Authentication

Every request to the Geopera API carries a Bearer token in the Authorization header:

Authorization: Bearer <token>

There are two ways to get one — an OAuth2 / OIDC flow for human users and service clients, and an API key for machine-to-machine integrations. Both resolve to a principal with a set of scopes, and every operation checks the scope it needs before running.

OAuth2 / OIDC token endpoint

The platform exposes a standards-compliant OpenID Connect token endpoint, so most OAuth2 client libraries and existing geospatial tooling work without modification:

POST https://api.geopera.com/realms/public/protocol/openid-connect/token
Content-Type: application/x-www-form-urlencoded

Tokens are short-lived JWTs (5 minutes), with a longer-lived refresh token (30 minutes). The discovery document, JWKS, userinfo, introspect, revoke, and logout endpoints live under the same /realms/public/protocol/openid-connect/ base.

Grant: password

Exchange a user’s credentials for a token:

bash
curl -X POST https://api.geopera.com/realms/public/protocol/openid-connect/token \
  -d grant_type=password \
  -d username='[email protected]' \
  -d password='••••••••'

Grant: client_credentials (machine-to-machine)

Exchange an API key (as the client secret) for a token — the right flow for backend services and automation:

bash
curl -X POST https://api.geopera.com/realms/public/protocol/openid-connect/token \
  -d grant_type=client_credentials \
  -d client_id=geopera \
  -d client_secret='<your-api-key>'

Grant: refresh_token

Exchange a refresh token for a fresh access token without re-sending credentials:

bash
curl -X POST https://api.geopera.com/realms/public/protocol/openid-connect/token \
  -d grant_type=refresh_token \
  -d refresh_token='<refresh-token>'

Token response

json
{
  "access_token": "eyJhbGciOiJIUzI1Ni
...",
  "token_type": "Bearer",
  "expires_in": 300,
  "refresh_token": "...",
  "refresh_expires_in": 1800,
  "scope": "..."
}

API keys

API keys are issued per organization and are ideal for integrations that act on behalf of the organization rather than a single user. An organization administrator creates a key with the api_keys.create operation; the key is shown once at creation time — store it securely.

A key can be presented two ways:

  • As the client_secret in the client_credentials grant above (recommended — you get a short-lived JWT back), or
  • Directly as a Bearer token / X-API-Key header for SDK and tooling conventions.

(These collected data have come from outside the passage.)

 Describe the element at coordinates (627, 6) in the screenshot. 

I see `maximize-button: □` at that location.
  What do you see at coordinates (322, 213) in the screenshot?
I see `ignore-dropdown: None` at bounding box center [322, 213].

Each key carries a permission set (read / write / process) that maps to the scopes its requests are allowed to use. Keys can be revoked at any time with api_keys.revoke.

Scopes

Authorization is expressed in a single currency: resource:action scopes. Each operation declares the one scope it requires, and the check runs identically no matter how the operation is invoked. Examples:

ScopeGrants
catalog:readSearch the imagery catalog
orders:read / orders:writeView / place and manage orders
items:read / items:writeRead / create, update, delete STAC items & assets
processing:processCreate and dispatch processing jobs
billing:read / billing:writeView balance & history / top up, manage payment methods
uploads:writeUpload bring-your-own data
shares:writeCreate and revoke share links

A wildcard form is honoured where appropriate: items:* grants every action on items, and *:read grants the read action across resources. The Operations Reference lists the exact scope each operation requires.

Scope is the coarse gate. Within an operation, fine-grained ownership is still enforced — e.g. you can only read items in projects your organization is a member of, regardless of holding items:read.

Principals

Every authenticated request resolves to a principal of one kind. The kind determines how scopes are derived:

KindUsed byAuthority
humanA logged-in user (OIDC password grant)The self-serve scope set for the user’s organization
api_keyAn organization API keyThe key’s read / write / process permissions
serviceInternal/system callersFull trust (not customer-facing)
workerProcessing workersA narrow, job-bound scope — register their own job’s outputs and nothing else

All actions are attributed to a principal, and every write is recorded with its principal for audit and provenance.

Errors

  • 401 Unauthenticated — missing or invalid token.
  • 403 Forbidden — authenticated, but the principal lacks the operation’s scope.

Both are returned as application/problem+json.